Ivan Vuli\'c


2026

Large Language Model (LLM) agents deployed for real-world tasks face a fundamental dilemma: user requests are underspecified, yet agents must decide whether to act on incomplete information or interrupt users for clarification. Existing approaches either rely on brittle confidence thresholds that require task-specific tuning, or fail to account for the varying stakes of different decisions. We introduce a decision-theoretic framework that resolves this trade-off through the Value of Information (VoI), enabling agents to dynamically weigh the expected utility gain from asking questions against the cognitive cost imposed on users. Our inference-time method requires no hyperparameter tuning and adapts seamlessly across contexts—from casual games to medical diagnosis. Experiments across four diverse domains (20 Questions, medical diagnosis, flight booking, and e-commerce) show that VoI consistently matches or exceeds the best manually-tuned baselines, achieving up to 1.36 utility points higher in high-cost settings. This work provides a parameter-free framework for adaptive agent communication that explicitly balances task risk, query ambiguity, and user effort.

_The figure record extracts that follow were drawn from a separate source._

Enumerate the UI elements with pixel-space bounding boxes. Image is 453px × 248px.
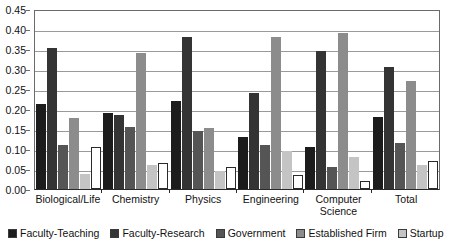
bar: [125, 127, 135, 189]
y-axis-tick-mark: [26, 170, 30, 171]
bar-group: [102, 11, 169, 189]
bar: [238, 137, 248, 189]
bar: [305, 147, 315, 189]
y-axis-tick-label: 0.05: [6, 165, 26, 175]
bar: [417, 165, 427, 189]
legend-label: Established Firm: [308, 228, 386, 239]
bar: [158, 163, 168, 189]
y-axis-tick-mark: [26, 30, 30, 31]
legend-swatch-icon: [398, 229, 407, 238]
bar: [428, 161, 438, 189]
bar: [69, 118, 79, 189]
bar: [204, 128, 214, 189]
bar: [58, 145, 68, 189]
bar: [282, 151, 292, 189]
bar: [136, 53, 146, 189]
bar: [406, 81, 416, 189]
x-axis-tick-label: Physics: [169, 193, 237, 217]
y-axis: 0.000.050.100.150.200.250.300.350.400.45: [0, 0, 30, 196]
bar: [193, 131, 203, 189]
legend-label: Faculty-Research: [122, 228, 204, 239]
bar: [114, 115, 124, 189]
legend-label: Faculty-Teaching: [20, 228, 99, 239]
plot-area: [34, 10, 440, 190]
y-axis-tick-label: 0.40: [6, 25, 26, 35]
x-axis-tick-label: Biological/Life: [34, 193, 102, 217]
bar: [349, 157, 359, 189]
y-axis-tick-mark: [26, 70, 30, 71]
bar: [271, 37, 281, 189]
bar: [47, 48, 57, 189]
bar-group: [372, 11, 439, 189]
y-axis-tick-mark: [26, 150, 30, 151]
bar: [293, 175, 303, 189]
bar: [360, 181, 370, 189]
bar: [226, 167, 236, 189]
bar: [316, 51, 326, 189]
y-axis-tick-label: 0.30: [6, 65, 26, 75]
y-axis-tick-mark: [26, 190, 30, 191]
y-axis-tick-mark: [26, 10, 30, 11]
y-axis-tick-label: 0.45: [6, 5, 26, 15]
legend-swatch-icon: [8, 229, 17, 238]
bar-group: [35, 11, 102, 189]
legend-swatch-icon: [296, 229, 305, 238]
legend-swatch-icon: [216, 229, 225, 238]
chart-legend: Faculty-TeachingFaculty-ResearchGovernme…: [8, 228, 448, 239]
y-axis-tick-label: 0.10: [6, 145, 26, 155]
bar: [384, 67, 394, 189]
bar: [91, 147, 101, 189]
x-axis-tick-label: Computer Science: [305, 193, 373, 217]
y-axis-tick-label: 0.20: [6, 105, 26, 115]
y-axis-tick-mark: [26, 50, 30, 51]
bar-group: [237, 11, 304, 189]
bar: [249, 93, 259, 189]
legend-item[interactable]: Government: [216, 228, 286, 239]
bar: [373, 117, 383, 189]
legend-swatch-icon: [110, 229, 119, 238]
bar-group: [170, 11, 237, 189]
y-axis-tick-label: 0.15: [6, 125, 26, 135]
legend-item[interactable]: Established Firm: [296, 228, 386, 239]
legend-item[interactable]: Faculty-Research: [110, 228, 204, 239]
x-axis-tick-label: Total: [372, 193, 440, 217]
bar: [80, 174, 90, 189]
bar: [171, 101, 181, 189]
bar: [327, 167, 337, 189]
x-axis-tick-label: Engineering: [237, 193, 305, 217]
legend-item[interactable]: Startup: [398, 228, 444, 239]
y-axis-tick-mark: [26, 110, 30, 111]
bar: [215, 171, 225, 189]
bar: [260, 145, 270, 189]
bar: [36, 104, 46, 189]
grouped-bar-chart: 0.000.050.100.150.200.250.300.350.400.45…: [0, 0, 453, 248]
legend-label: Startup: [410, 228, 444, 239]
y-axis-tick-label: 0.35: [6, 45, 26, 55]
legend-item[interactable]: Faculty-Teaching: [8, 228, 99, 239]
bar: [147, 165, 157, 189]
bar-groups: [35, 11, 439, 189]
bar: [182, 37, 192, 189]
y-axis-tick-label: 0.00: [6, 185, 26, 195]
bar: [395, 143, 405, 189]
y-axis-tick-mark: [26, 130, 30, 131]
y-axis-tick-mark: [26, 90, 30, 91]
x-axis: Biological/LifeChemistryPhysicsEngineeri…: [34, 193, 440, 217]
bar-group: [304, 11, 371, 189]
y-axis-tick-label: 0.25: [6, 85, 26, 95]
bar: [338, 33, 348, 189]
x-axis-tick-label: Chemistry: [102, 193, 170, 217]
legend-label: Government: [228, 228, 286, 239]
bar: [103, 113, 113, 189]
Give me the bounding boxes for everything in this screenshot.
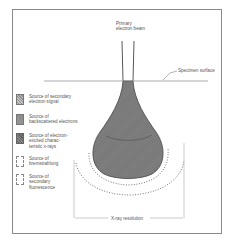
dashed-swatch <box>16 174 24 185</box>
hatched-light-swatch <box>16 94 24 105</box>
legend-characteristic-xrays: Source of electron- excited charac- teri… <box>16 133 88 153</box>
hatched-dark-swatch <box>16 133 24 144</box>
legend-secondary-electrons: Source of secondary electron signal <box>16 94 88 114</box>
solid-gray-swatch <box>16 114 24 125</box>
surface-label: Specimen surface <box>178 68 215 73</box>
surface-leader <box>163 71 177 80</box>
dashed-swatch <box>16 156 24 167</box>
electron-beam <box>122 41 134 81</box>
resolution-label: X-ray resolution <box>111 216 143 221</box>
interaction-volume <box>93 81 163 179</box>
legend-bremsstrahlung: Source of bremstrahlung <box>16 156 88 176</box>
legend-secondary-fluorescence: Source of secondary fluorescence <box>16 174 88 194</box>
beam-label: Primary electron beam <box>116 21 145 32</box>
legend-backscattered: Source of backscattered electrons <box>16 114 88 134</box>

Creating spoken dialogue datasets is methodologically challenging, and these challenges are amplified when the goal is to build multilingual, multi-parallel datasets at scale. This work introduces HEALTHDIAL, a large-scale, multilingual, and multi-parallel dataset for developing and evaluating retrieval-augmented generation (RAG)–based spoken dialogue systems. The dataset comprises 6,000 information-seeking dialogues (1,500 per language) grounded in trusted content from the World Health Organization (WHO) and 163 hours of user speech recorded from native speakers of diverse dialects across four official WHO languages: Arabic, Chinese, English, and Spanish. Each speaker is annotated with demographic (e.g., gender, age) and sociolinguistic (e.g., primary language, region of origin) variables. We report benchmark results across key dialogue tasks, which reveal consistent performance disparities across languages, even among high-resource ones. To support future research, we release the dataset, a prototype system, and a toolkit for data collection and system evaluation.